Throughout implementation, Martinez stressed that security shouldn’t be an afterthought. “The criminals are using AI and getting smarter,” she warned. “We can’t sit back and not be prepared.” This means implementing responsible, ethical, and secure AI practices from the beginning, not bolting on security measures later.

The Emerging Agentic Frontier

Martinez introduced the concept of AI agents as an evolution beyond traditional copilots, distinguishing between personal AI support (copilots) and business process support (agents). The progression from retrieval agents (“go find me relevant content about the last six orders”) to task-based agents (“I just received an invoice, fill it out for me using my known fields”) to autonomous agents represents the future of AI in enterprise environments.

The most exciting development? Agent-to-agent communication, where specialized AI systems collaborate autonomously. Martinez painted a picture of interconnected agents translating content, checking for service outages, analyzing patterns, and preparing customer service scripts—all without human intervention until human judgment is needed.

The Partnership Imperative

What emerged most clearly from Martinez’s presentation was the critical importance of strategic partnerships in AI transformation. The Microsoft-IFS alliance exemplifies how technology providers can combine raw AI capabilities with industry-specific solutions to deliver practical business value.

“Both of our companies have the philosophy: make the system open, make it composable, make it work for the real world that you live in,” Martinez explained. This approach acknowledges that successful AI implementation isn’t about replacing existing systems but about making them work better together.
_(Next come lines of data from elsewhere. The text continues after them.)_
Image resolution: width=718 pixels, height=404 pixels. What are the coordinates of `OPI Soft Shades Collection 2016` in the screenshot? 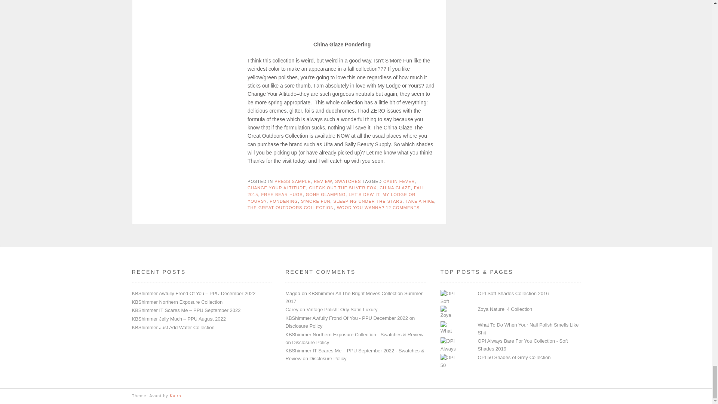 It's located at (512, 293).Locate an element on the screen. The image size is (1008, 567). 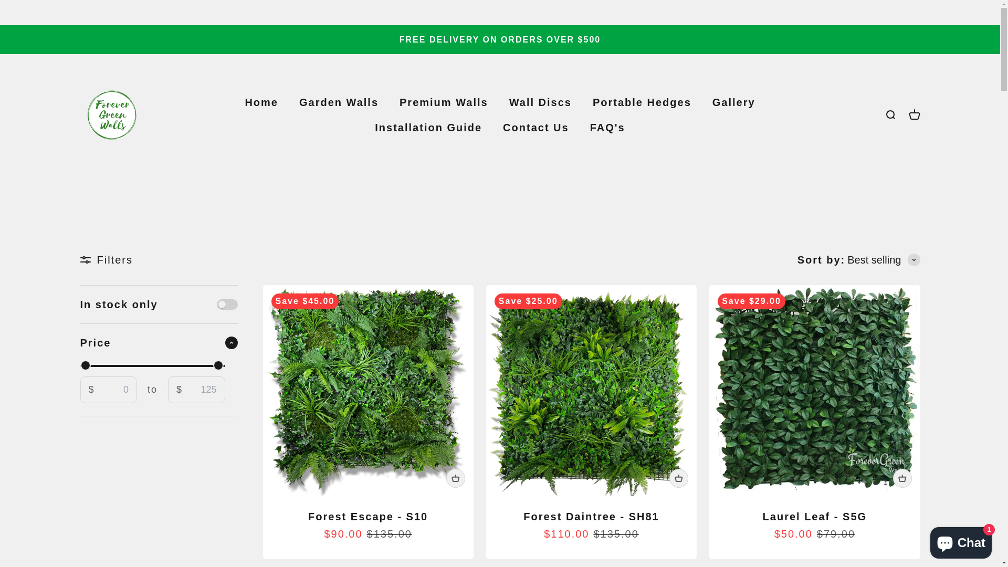
Installation Guide is located at coordinates (428, 128).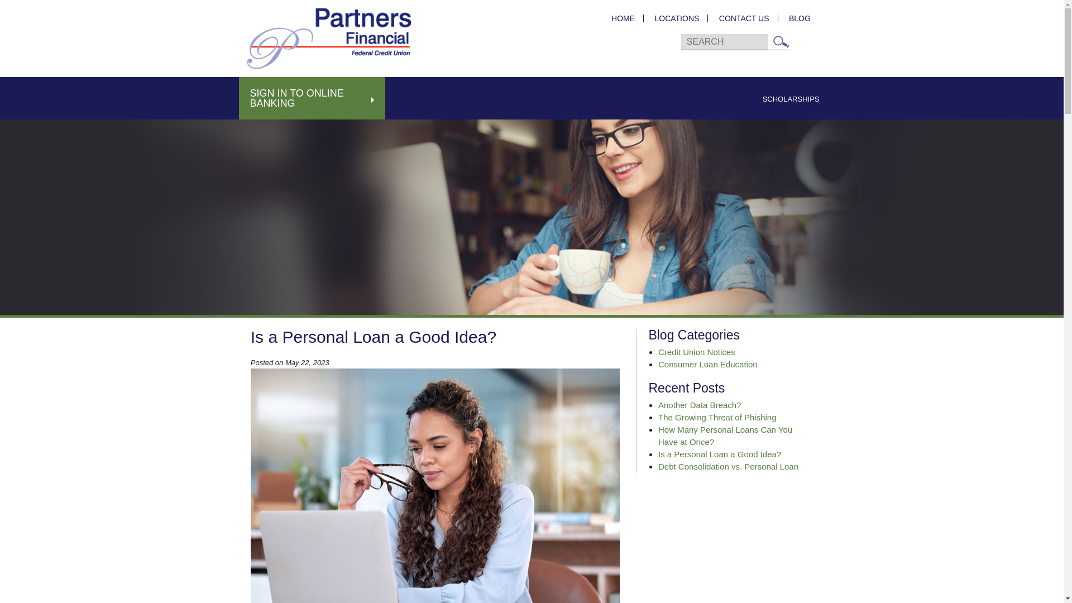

What this means for ERP Insiders

Start with employee experience, scale through data. ERP leaders should prioritize AI initiatives that directly improve daily user experiences before tackling complex process automation. With more than 230,000 organizations—including 90% of the Fortune 500—already using Microsoft’s Copilot Studio to build AI agents and automations, the evidence is clear that starting with commercially available AI solutions provides immediate value while building organizational AI literacy. Focus your initial investments on IFS.ai capabilities that help users navigate complex ERP workflows, find information faster, and reduce manual data entry. This approach builds user confidence and demonstrates ROI while your team develops the skills needed for more sophisticated AI implementations.

Embrace process redesign, not just process improvement. The most significant AI gains come from rethinking entire business processes rather than incrementally improving existing workflows. Companies like Lumen have reduced seller quote generation time from four hours to 15 minutes, projecting annual savings worth $50 million, by taking an AI-first approach to process design. ERP leaders should identify high-volume, knowledge-intensive processes—like order management, procurement approvals, or service scheduling—and reimagine them with AI agents handling routine decisions while humans focus on exceptions and relationship management. Consider vendors like IFS who offer composable, open architectures that support radical process transformation rather than just cosmetic AI additions.

Build security-first AI governance from day one. As AI adoption accelerates, security and governance can’t be afterthoughts in ERP environments handling sensitive business data. A Morgan Stanley study found that 94% of CIOs expect to adopt Microsoft generative AI products within the next year, up from 63% in Q4 2023, creating both opportunity and risk. Establish AI governance frameworks that define data access boundaries, audit trails, and human oversight requirements before implementing AI agents in critical ERP processes. Leverage partners like Microsoft and IFS to ensure AI solutions comply with your industry’s regulatory requirements and implement proper data classification to prevent AI models from accessing inappropriate information while still enabling powerful automation capabilities.